Yes, you could be suffering from some highly-individual complex of OCDP, attachment disorder and depression, but the simplest explanation is that all those characteristics have one root cause.
Also, given the personal interpretations you attract (as you have listed) would tend to suggest a personal outlook that is unrelated to all these possibilities.
I'm not here to tell you that you an ASD, but in light of the above, I don't think it's a possibility that you should abandon purely because of how you feel at the moment. Because, having been prevalent throughout your life, they're hardly likely to just 'go away' of their own accord.
And here you are bumble deciding that, "Heck... I'm not really one of them... so bye." Even though you have been posting twice a day for going on three years?
Sure many people and threads here are really are all about "am I or am I not an Aspie?" And lots of discussions are about getting a diagnosis or not, or what the therapist, said or didn't say. But I believe that if you had all the money you could ever need, but went for a diagnosis to ten psychiatric diagnosticians, they would all have different dxs, and they would all want to prescribe some sort of medication, and have you come back in two weeks... "to see how you are doing." In other words, your insights into how you relate to others and the world isn't going to change if you spend money for someone to tell you if they think you are an Aspie.
Well I don't want to intrude on your territory if I do not have an ASD. Not that I mind the company of people with ASDs. Actually, in the most part I find most of you interesting and lovely to talk to. Mostly those with an ASD have a much easier communication style for me to get on with than NTs. The majority have very good spelling and grammar as well, a rare treat on the internet these days.

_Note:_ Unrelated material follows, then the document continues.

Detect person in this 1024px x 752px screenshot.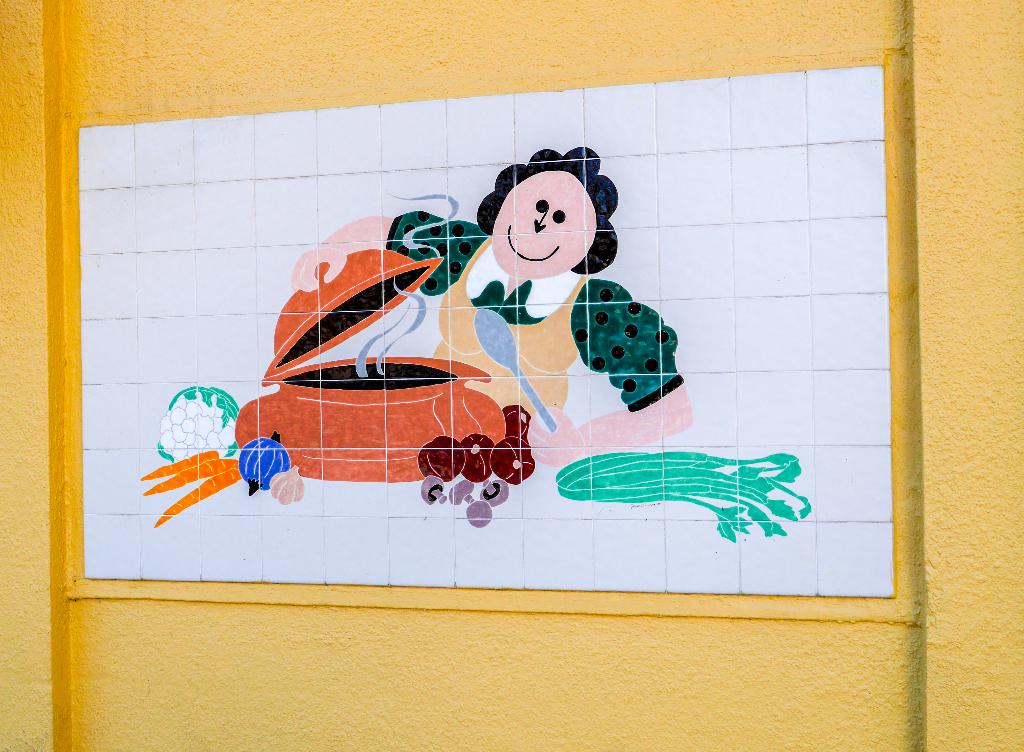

Intelligent souls with a good sense of humour.
As Verdandi above noted I guess I don't have to be autistic to post here but at the same time I'm also aware that some aspies don't like people who are self diagnosed or undiagnosed.

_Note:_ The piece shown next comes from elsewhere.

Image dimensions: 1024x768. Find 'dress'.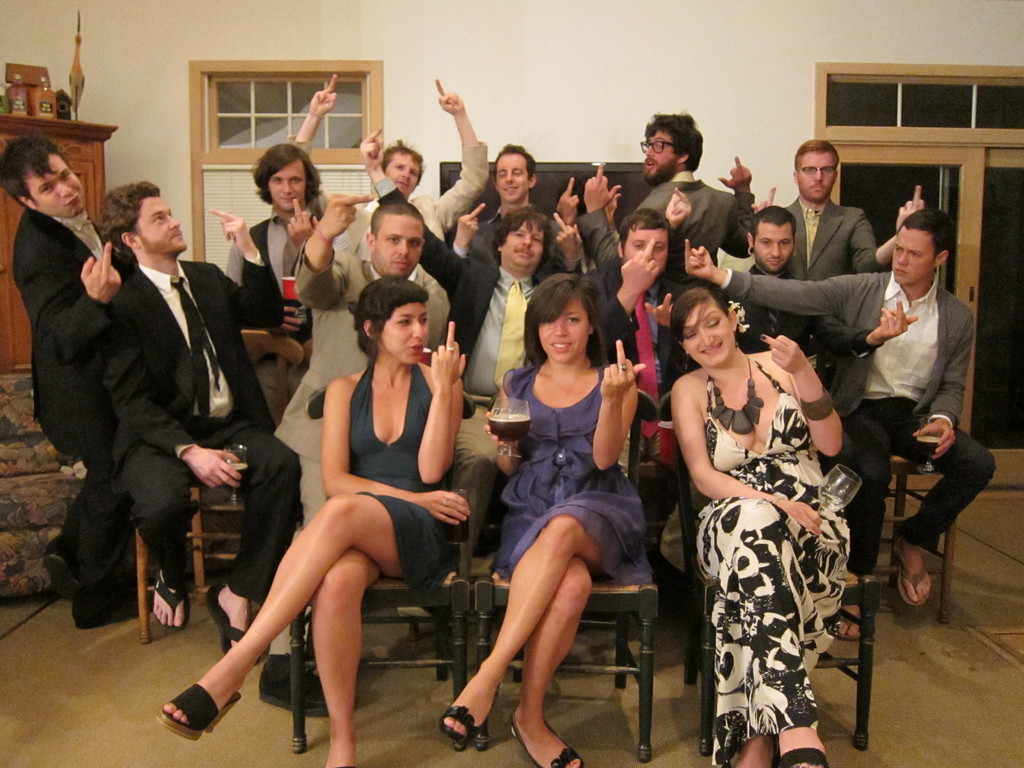
(486, 362, 648, 584).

I rarely know when someone has new shoes. I don't really follow that stuff. I am interested in people but more so in their general welfare than anything else (ie if I see someone struggling with their shopping and a door I will step in to help!). I never know the local gossip so I am not the person to come to for that but I may be useful when it comes to cross stitching techniques instead (cross stitching was my main hobby for 6 years).
And true, spending money for a diagnosis won't change the way my brain works or who I am.

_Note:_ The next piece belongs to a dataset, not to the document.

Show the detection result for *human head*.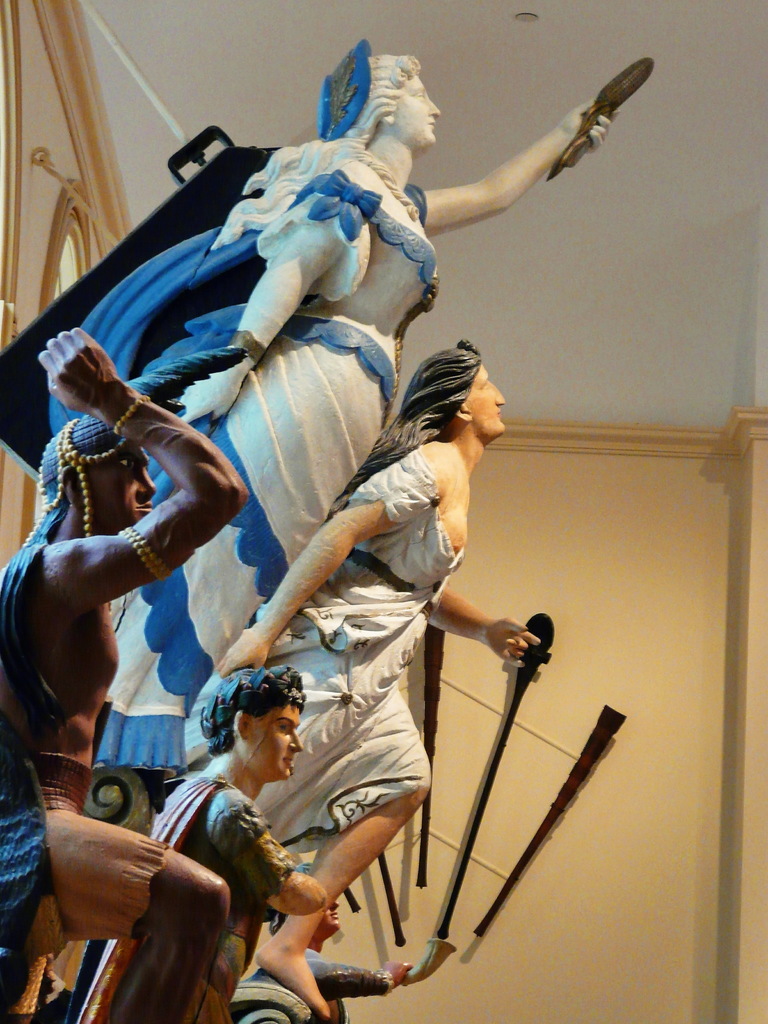
region(210, 661, 325, 833).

For the record it CAN be fairly easy to get a diagnosis from the NHS (or at least a referral for one, the diagnosis part is obviously not a simple matter and takes a while). I went to my GP armed with reams of information and brought two family members along with me to support my argument. I outright told the GP "I want a referral to somebody who specialises in ASDs so I can be tested" and was given the referral first time. The consultant psychiatrist I saw was very knowledgeable about ASDs and he did the diagnosis himself (primarily using the DISCO assessment). That psychiatrist actually admitted that the area I lived in at the time had some of the WORST provision for ASDs and that if I wanted any support I ought to move. The area I live in now apparently has a much better diagnosis pathway and much more support.
Perhaps you should look into an NHS diagnosis some more before writing the idea off. For every horror story there is a story with a quick, easy, positive outcome like mine.